In a particularly vivid one, Ondore had come to visit. Ashelia greeted him robed in slashed magenta silk, thrown over this shoulder and that hip. She bade him enter her sitting room so that she and her maids could make merry with him. Appalled at her, he'd almost left, yet he was so entranced by her lady-in-waiting, a viera with features of a dragon rather than a hare, that he let the viera cradle him in her arms like a child. This filial display of affection continued until Ashelia dumped wine at him and the viera attacked her. They ran about the room in a delightful little tramp. Then Ashelia tripped suddenly over a jut in the carpet. The viera tore away her skimpy clothing, meaning to use it to strangle her until Rasler came through a door that had not been there before and tried the robes on for size. They smouldered at his touch until Ashelia had to look away in case she saw too much. Then he was burning. The viera chose to push him out of a window into a fountain, giggling while Ondore disappeared along with the rest of the room. It was just she and Rasler while Ashelia could only watch as they had fun - always an outsider to such intricate schemes as these.

Not all of them were in the bed. Some were in the presence of her court.

Ashelia had learned to sleep with her eyes open. When she did her children dictated minor matters, such as whether she should attend Lady Aaliyah's next banquet or skip it in favor of Baron Sarohn's. Mainly it was Elsimer, though she was only eight. Tobias chimed in once in a while. Gabriel distracted foreign courtiers with his child's antics. He idolized his father. To impress him, Gabriel had a tendency to show off magick tricks he had learned secretly. The last Firaga had had been quite a fiasco, singing the Rozzarian court mage's coattails. Kir-Rael, the mage, had been hired to teach Gabriel how to control his talent. Elsimer looked on and learned little things here and there from her brother in return for sweetmeats.

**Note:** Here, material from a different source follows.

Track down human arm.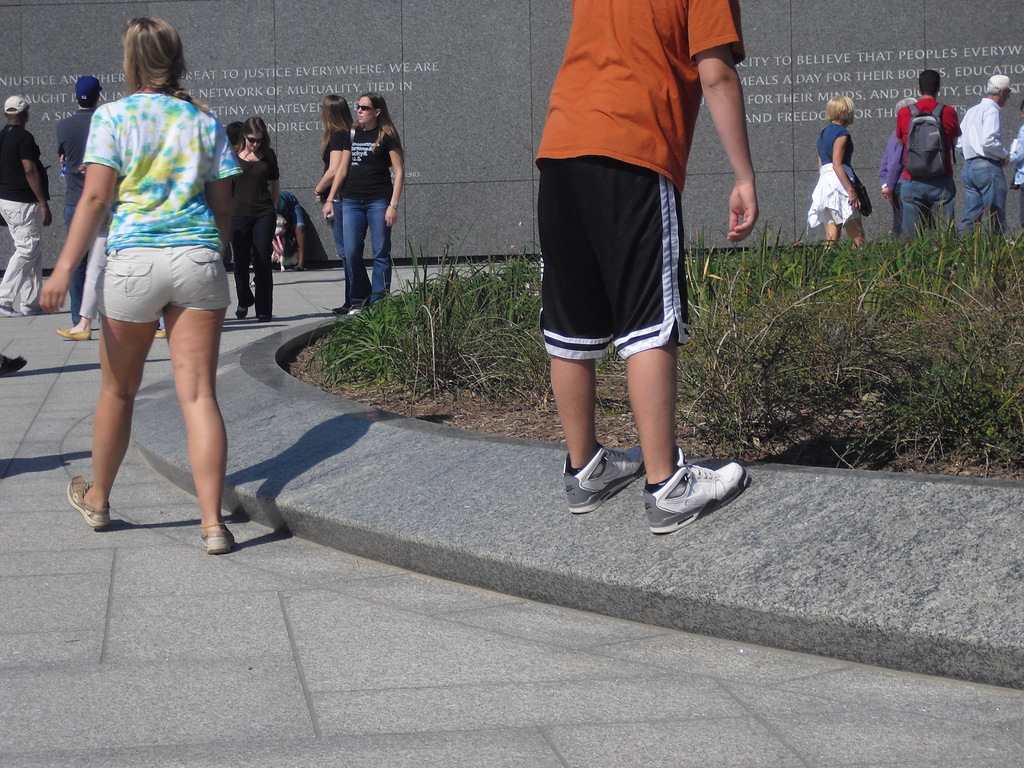
Tracked to x1=943, y1=106, x2=964, y2=145.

That same mage had advised her to listen to her dreams, especially those that were unusual. No one else knew what to do if she dreamt of Espers; and yes, that she did. Adrammeloch taught her to contain lightning in her jewelry one night. The next Shemhazai would allow her to look into a pool and see the past. They all had something to share.

From Ultima she learned nothing, for the Seraph still dreamed of a world ruled by Espers, but Zodiark was not as resentful and taught her how to speak to fiends. Giruvegan was no longer a mystery - the wondrously learned Famfrit told her its every blueprint, from the Great Crystal's massive hidden halls to the lairs where fiends lurked inside Giruvegan's deepest bowels.

As experience had taught her, the things she garnered from these dreams were not foolish. Bhujerba, slowly crumbling away as magicite mines were chipped away at, was affixed in a constant position to make airship travel easier by use of Chaos' Chaosjets.

Apart from the Espers, her old friends visited her in her dreams. She often saw Vaan and Penelo scraping clouds off the rims of storms in their daring escapades via airship and sky; and at the same moment elsewhere Balthier would be haggling with a merchant over a new gun while Fran surveyed the rest and purlioned all the adequate ones. Basch preceded over a batch of new recruits for Larsa's foremost unit in his army - his ambassadors, acting as both diplomats and spies. Meanwhile, Al-Cid had ten wives so far, and they quarreled like old women constantly.

Dreams such as these visited Ashelia for a total of nine years, beginning not a month after her succession to the throne and seemingly neverending.

Her only escape - and it was not much of one - was her court and its' blind, crazed merriment.